Friday, November 26, 2010

moderation itself can be a kind of extreme


being alone, it can be quite romantic
like Jacques Cousteau underneath the Atlantic
a fantastic voyage to parts unknown
going to depths where the sun's never shone
and I fascinate myself when I'm alone

This year I have to spend many, many more hours alone, or in the company of strangers, than I will ever have to again. I must spend hours away from sincere conversation and plunged into the fast-paced busyness that keeps us all forgetting what it is like to sit and think. It will be several months before I will be able to break free from this measured and constant existence, so I have decided that I must make something from it.

I haven't had this many hours in the pleasure of my own company at any point in my life. I have always been surrounded by family, then friends, then partners - mixed into the cacophony of other people's thoughts. Due to this, among other reasons, I never developed a deep sense of my own thoughts. I instead became an excellent listener, thinker, re-arranger of other people's problems so that they may be able to see them anew. I became so good at this, and felt so satisfied in being helpful to others, that I rarely spent time in the depths of my own mind.

This year is different. Although I could have probably gone my whole life in this previous state if given the right situations, the circumstances of this year make this impossible. So, I am going to make like Andrew Bird and learn to fascinate myself. I must first remind myself that this is a useful endeavor, and not get caught in the pull of meaningless socializing. I want my relationships always to be sincere, and must truly fight against getting caught in the tides of insubstantial gatherings.

There is so little sanctity for time spent alone in the comfort of one's own thoughts. It is like people are afraid of what they'll find. Any time alone is spent flooding the senses with input from phones or tvs or computers. No great philosophy has ever been written in the state. Only when I respect this act of being alone can I then learn to use it for growth. I can let myself indulge in the sensory history that is revealed in novels, I can learn to stand over a flame in the kitchen and use it to magically transform food, I can just gaze at the blazing afternoon late fall sunlight that pierces through the water glass on my counter, setting it aglow in warmth and life. Quite romantic, indeed.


Please read the records below and return each line holding the string "Risk".

Segment Open

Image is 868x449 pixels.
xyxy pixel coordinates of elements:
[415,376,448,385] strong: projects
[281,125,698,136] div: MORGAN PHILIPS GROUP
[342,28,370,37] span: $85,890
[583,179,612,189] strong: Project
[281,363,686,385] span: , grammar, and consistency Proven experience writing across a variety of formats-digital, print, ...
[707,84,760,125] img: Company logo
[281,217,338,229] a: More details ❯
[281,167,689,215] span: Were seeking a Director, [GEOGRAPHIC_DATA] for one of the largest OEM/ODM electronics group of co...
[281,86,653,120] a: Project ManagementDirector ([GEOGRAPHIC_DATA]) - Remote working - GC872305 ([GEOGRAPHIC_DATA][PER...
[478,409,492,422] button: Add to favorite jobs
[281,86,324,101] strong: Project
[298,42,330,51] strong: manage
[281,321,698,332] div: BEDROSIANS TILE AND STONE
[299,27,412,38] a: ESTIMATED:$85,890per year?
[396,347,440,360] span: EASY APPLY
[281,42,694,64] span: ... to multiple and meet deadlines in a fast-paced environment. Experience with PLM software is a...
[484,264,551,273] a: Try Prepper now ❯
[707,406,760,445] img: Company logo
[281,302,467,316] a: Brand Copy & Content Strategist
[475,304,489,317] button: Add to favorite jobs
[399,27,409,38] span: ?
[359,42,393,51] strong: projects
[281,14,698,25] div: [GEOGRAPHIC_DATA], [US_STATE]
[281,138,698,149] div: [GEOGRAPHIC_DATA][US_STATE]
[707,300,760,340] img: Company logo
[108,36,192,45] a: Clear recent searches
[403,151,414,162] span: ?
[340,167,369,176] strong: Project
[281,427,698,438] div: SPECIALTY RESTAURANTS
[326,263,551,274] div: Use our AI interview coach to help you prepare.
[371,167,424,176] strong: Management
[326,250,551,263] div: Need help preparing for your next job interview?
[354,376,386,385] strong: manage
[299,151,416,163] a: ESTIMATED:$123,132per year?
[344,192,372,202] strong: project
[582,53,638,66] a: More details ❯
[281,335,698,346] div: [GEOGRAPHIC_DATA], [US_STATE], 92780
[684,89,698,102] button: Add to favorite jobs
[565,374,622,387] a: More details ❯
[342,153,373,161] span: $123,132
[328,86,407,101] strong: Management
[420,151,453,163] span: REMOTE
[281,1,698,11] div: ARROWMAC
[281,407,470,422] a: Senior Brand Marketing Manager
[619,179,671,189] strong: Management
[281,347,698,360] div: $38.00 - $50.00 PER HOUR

Segment Closed
Segment Open

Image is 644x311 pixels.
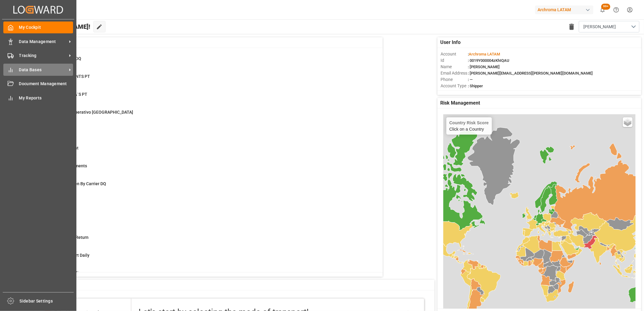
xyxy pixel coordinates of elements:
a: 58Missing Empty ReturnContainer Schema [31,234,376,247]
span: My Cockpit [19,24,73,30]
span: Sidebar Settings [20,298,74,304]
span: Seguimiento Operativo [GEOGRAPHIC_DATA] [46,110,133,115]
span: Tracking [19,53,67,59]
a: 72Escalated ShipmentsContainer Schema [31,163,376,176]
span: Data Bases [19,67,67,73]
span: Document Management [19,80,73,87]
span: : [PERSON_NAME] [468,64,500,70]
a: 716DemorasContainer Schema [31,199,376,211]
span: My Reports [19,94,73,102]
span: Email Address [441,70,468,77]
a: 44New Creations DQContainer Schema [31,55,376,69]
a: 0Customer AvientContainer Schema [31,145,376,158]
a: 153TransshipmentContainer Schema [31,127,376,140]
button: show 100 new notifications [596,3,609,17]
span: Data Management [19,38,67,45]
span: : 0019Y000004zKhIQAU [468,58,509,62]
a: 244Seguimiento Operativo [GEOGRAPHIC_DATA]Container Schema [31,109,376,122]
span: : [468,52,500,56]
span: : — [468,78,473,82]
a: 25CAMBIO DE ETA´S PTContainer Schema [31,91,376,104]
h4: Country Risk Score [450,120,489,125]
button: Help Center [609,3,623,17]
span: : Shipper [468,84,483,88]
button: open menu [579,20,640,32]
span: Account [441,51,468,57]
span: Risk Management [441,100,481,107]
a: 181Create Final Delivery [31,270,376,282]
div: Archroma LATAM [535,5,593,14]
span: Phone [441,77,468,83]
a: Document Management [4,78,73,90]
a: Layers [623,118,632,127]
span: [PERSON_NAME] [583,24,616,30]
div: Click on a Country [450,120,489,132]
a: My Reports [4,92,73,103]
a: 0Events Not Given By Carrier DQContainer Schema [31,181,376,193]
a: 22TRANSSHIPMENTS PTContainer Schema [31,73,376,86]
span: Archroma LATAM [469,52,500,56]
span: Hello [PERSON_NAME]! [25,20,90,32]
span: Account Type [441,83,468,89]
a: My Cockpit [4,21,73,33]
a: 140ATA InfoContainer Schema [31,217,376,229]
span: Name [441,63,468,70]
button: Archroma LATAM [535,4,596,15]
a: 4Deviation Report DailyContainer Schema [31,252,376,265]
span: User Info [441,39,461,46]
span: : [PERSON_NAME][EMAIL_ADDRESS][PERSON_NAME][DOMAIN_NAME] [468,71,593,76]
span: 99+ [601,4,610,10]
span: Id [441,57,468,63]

Segment Closed
Segment Open

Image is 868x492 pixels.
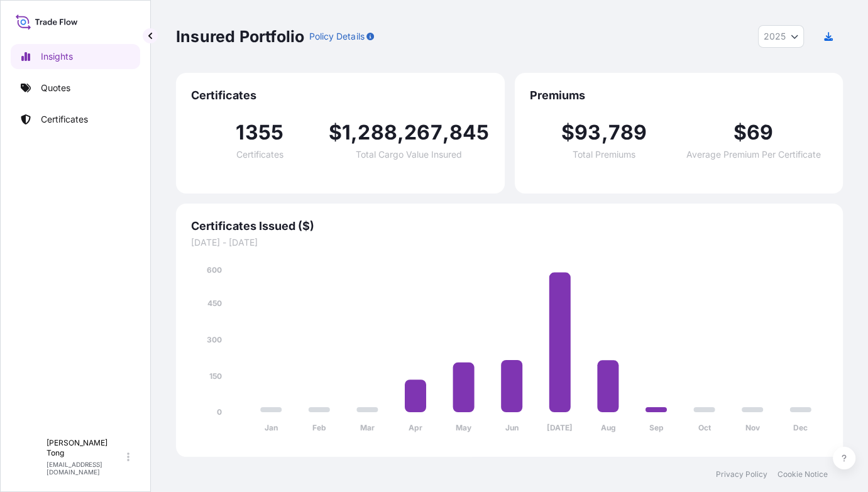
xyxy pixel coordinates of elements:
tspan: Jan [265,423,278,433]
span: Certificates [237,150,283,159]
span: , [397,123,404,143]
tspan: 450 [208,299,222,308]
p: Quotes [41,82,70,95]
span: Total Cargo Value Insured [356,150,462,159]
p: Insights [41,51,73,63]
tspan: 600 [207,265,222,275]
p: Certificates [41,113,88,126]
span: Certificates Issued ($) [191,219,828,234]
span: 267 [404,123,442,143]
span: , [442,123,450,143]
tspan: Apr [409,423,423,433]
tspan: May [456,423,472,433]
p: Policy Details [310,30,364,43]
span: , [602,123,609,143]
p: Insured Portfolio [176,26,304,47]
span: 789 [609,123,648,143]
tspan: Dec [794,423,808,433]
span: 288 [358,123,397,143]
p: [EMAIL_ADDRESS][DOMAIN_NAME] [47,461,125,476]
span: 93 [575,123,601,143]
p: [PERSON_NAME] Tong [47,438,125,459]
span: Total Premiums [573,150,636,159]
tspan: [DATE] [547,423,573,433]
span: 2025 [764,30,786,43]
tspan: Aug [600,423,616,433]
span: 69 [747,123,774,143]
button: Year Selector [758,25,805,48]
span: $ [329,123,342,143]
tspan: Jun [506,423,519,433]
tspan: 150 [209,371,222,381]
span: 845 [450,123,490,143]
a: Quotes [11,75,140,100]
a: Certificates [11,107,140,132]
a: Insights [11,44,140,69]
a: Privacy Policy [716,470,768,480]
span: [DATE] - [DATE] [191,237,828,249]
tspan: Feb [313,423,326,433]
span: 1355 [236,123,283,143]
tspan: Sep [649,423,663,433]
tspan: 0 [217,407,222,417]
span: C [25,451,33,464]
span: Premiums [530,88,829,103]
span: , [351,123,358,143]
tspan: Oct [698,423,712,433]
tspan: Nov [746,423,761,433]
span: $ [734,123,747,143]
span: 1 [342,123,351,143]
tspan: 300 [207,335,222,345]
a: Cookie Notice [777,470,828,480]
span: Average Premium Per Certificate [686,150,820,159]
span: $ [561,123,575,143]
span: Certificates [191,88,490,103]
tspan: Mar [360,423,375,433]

Segment Closed

**RESULT OF THIS TASK:**
h4: Country Risk Score [450,120,489,125]
span: Risk Management [441,100,481,107]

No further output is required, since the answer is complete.